Providing parameters via a config file is the recommended approach because it simplifies node deployment and configuration management.
The subset of the Kubelet’s configuration that can be configured via a file
is defined by the KubeletConfiguration
struct
here (v1beta1).
The configuration file must be a JSON or YAML representation of the parameters in this struct. Make sure the Kubelet has read permissions on the file.
Here is an example of what this file might look like:
apiVersion: kubelet.config.k8s.io/v1beta1
kind: KubeletConfiguration
evictionHard:
memory.available: "200Mi"
In the example, the Kubelet is configured to evict Pods when available memory drops below 200Mi. All other Kubelet configuration values are left at their built-in defaults, unless overridden by flags. Command line flags which target the same value as a config file will override that value.
For a trick to generate a configuration file from a live node, see Reconfigure a Node’s Kubelet in a Live Cluster.
Start the Kubelet with the --config
flag set to the path of the Kubelet’s config file.
The Kubelet will then load its config from this file.
Note that command line flags which target the same value as a config file will override that value. This helps ensure backwards compatibility with the command-line API.
Note that relative file paths in the Kubelet config file are resolved relative to the location of the Kubelet config file, whereas relative paths in command line flags are resolved relative to the Kubelet’s current working directory.

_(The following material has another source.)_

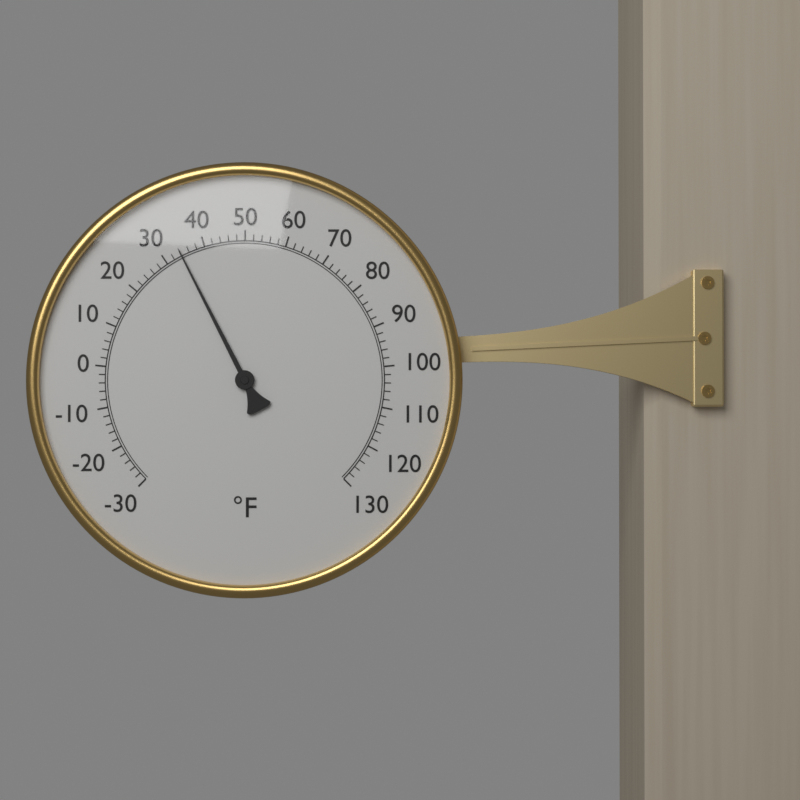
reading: 34 °F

Note that some default values differ between command-line flags and the Kubelet config file.
If --config
is provided and the values are not specified via the command line, the
defaults for the KubeletConfiguration
version apply.
In the above example, this version is kubelet.config.k8s.io/v1beta1
.
If you are using the Dynamic Kubelet Configuration
feature, the combination of configuration provided via --config
and any flags which override these values
is considered the default “last known good” configuration by the automatic rollback mechanism.